Now let's look at the high cost of college today and how it's grown over the past forty years. Is College Tuition Really Too High? tells the story:
"To understand the feeling of crisis that many see in higher education right now, it’s useful to start with some figures from 40 years ago. In 1974, the median American family earned just under $13,000 a year. A new home could be had for $36,000, an average new car for $4,400. Attending a four-year private college cost around $2,000 a year: affordable, with some scrimping, to even median earners. As for public university, it was a bargain at $510 a year. To put these figures in 2015 dollars, we’re talking about median household income of $62,000, a house for $174,000 and a sticker price of $21,300 for the car, $10,300 for the private university and $2,500 for the public one.
A lot has changed since then. Median family income has fallen to about $52,000, while median home prices have increased by about two-thirds. (Car prices have remained steady.) But the real outlier is higher education. Tuition at a private university is now roughly three times as expensive as it was in 1974, costing an average of $31,000 a year; public tuition, at $9,000, has risen by nearly four times. This is a painful bill for all but the very richest. For the average American household that doesn’t receive a lot of financial aid, higher education is simply out of reach." . . .
But the great national crisis is the fact that too many other young adults are not going to college or, if they do, don’t graduate, in large part because they can’t afford it. Every American benefits when every other American has access to as much schooling as he or she wants. When accessibility to higher education declines, we all end up paying for it.
. . . there are the nonselective public, community and private for-profit colleges that admit nearly every paying applicant.

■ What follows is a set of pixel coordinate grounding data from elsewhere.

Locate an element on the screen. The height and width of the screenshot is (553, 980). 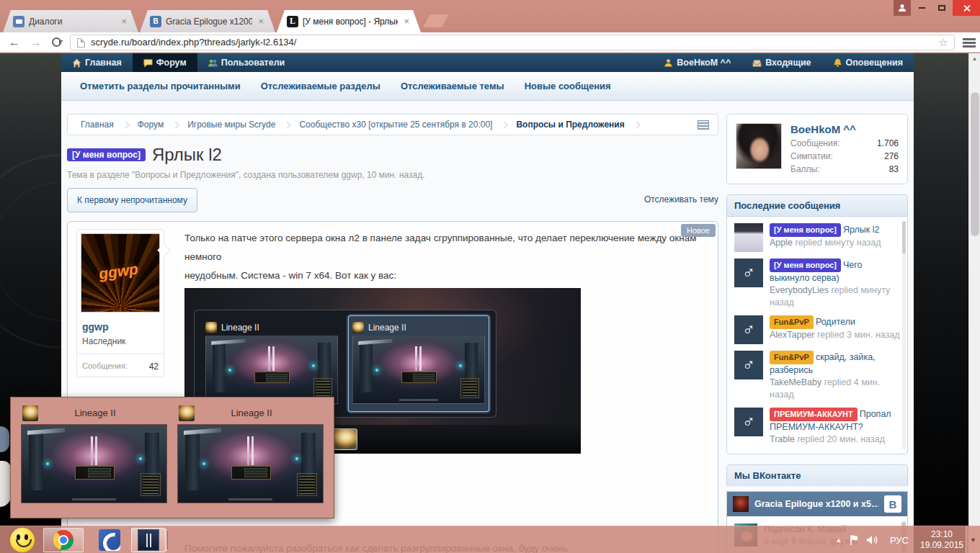
breadcrumb-current: Вопросы и Предложения is located at coordinates (570, 125).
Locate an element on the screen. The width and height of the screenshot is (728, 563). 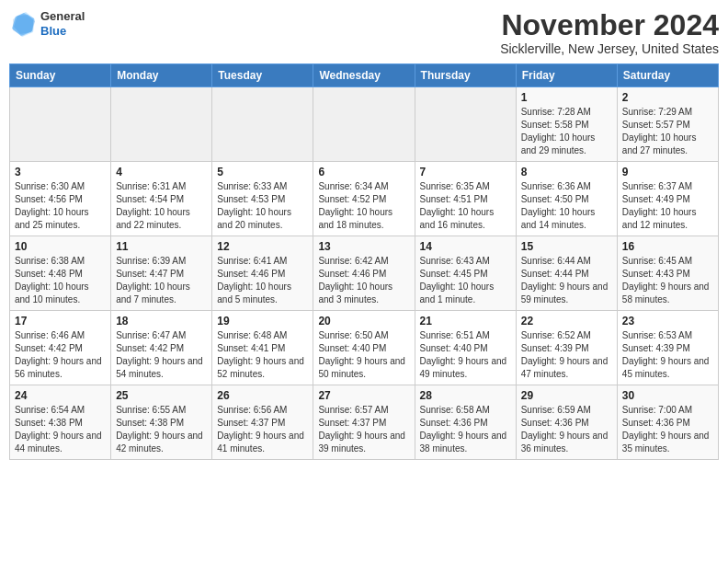
day-info: Sunrise: 6:50 AM Sunset: 4:40 PM Dayligh… is located at coordinates (364, 355).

A vast majority of people pursuing postsecondary education will start in these schools. They vary greatly in quality. . . . Some of these places, especially the private for-profit ones, seem to be little more than a scam, recruiting students, taking their government-funded loans and offering them a degree of minimal worth. Well more than half of all new students at four-year schools in this segment won’t finish. But still they will be burdened with debt or will default, leaving taxpayers to foot the bill. . . .

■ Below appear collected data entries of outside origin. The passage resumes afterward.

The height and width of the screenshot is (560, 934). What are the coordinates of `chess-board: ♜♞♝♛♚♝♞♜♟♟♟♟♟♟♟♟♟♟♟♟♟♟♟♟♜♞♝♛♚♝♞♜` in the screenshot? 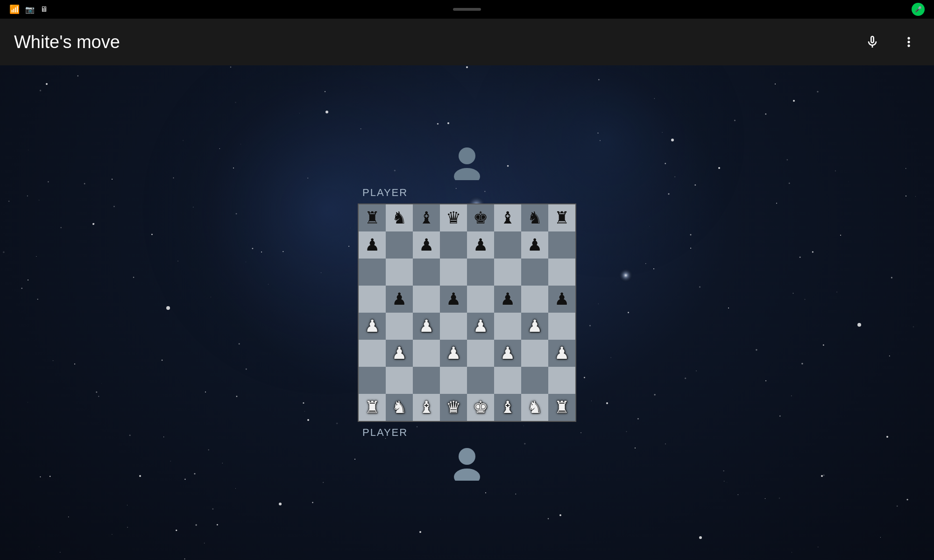 It's located at (467, 313).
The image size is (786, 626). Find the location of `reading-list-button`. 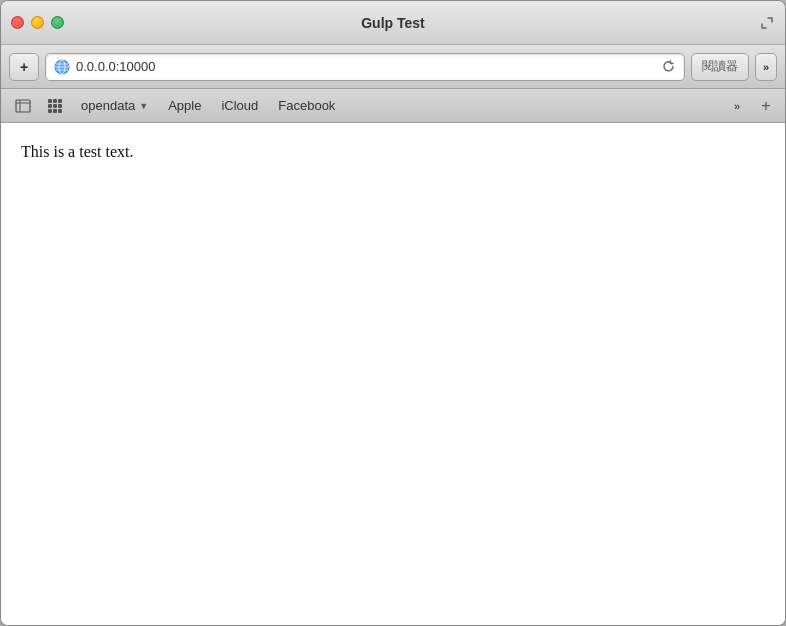

reading-list-button is located at coordinates (23, 106).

They posted a correction about incomes and now they have risen over time
ReplyDeleteCorrection: September 27, 2015
An article on Sept. 13 about college tuition referred incorrectly to CUNY when describing a program that helped improve the graduation rates of its community colleges. It is the City University of New York (not Universities). The article also referred incorrectly to a measure of income in a comparison of 1974 income and current income when adjusted for inflation. It is median family income, which has risen to about $64,000 a year from $62,000 in 1974, not median household income. And the article also described incorrectly the change in median family income over the past 40 years. It has risen slightly, not fallen.
The correction is at "Is College Tuition Really Too High?"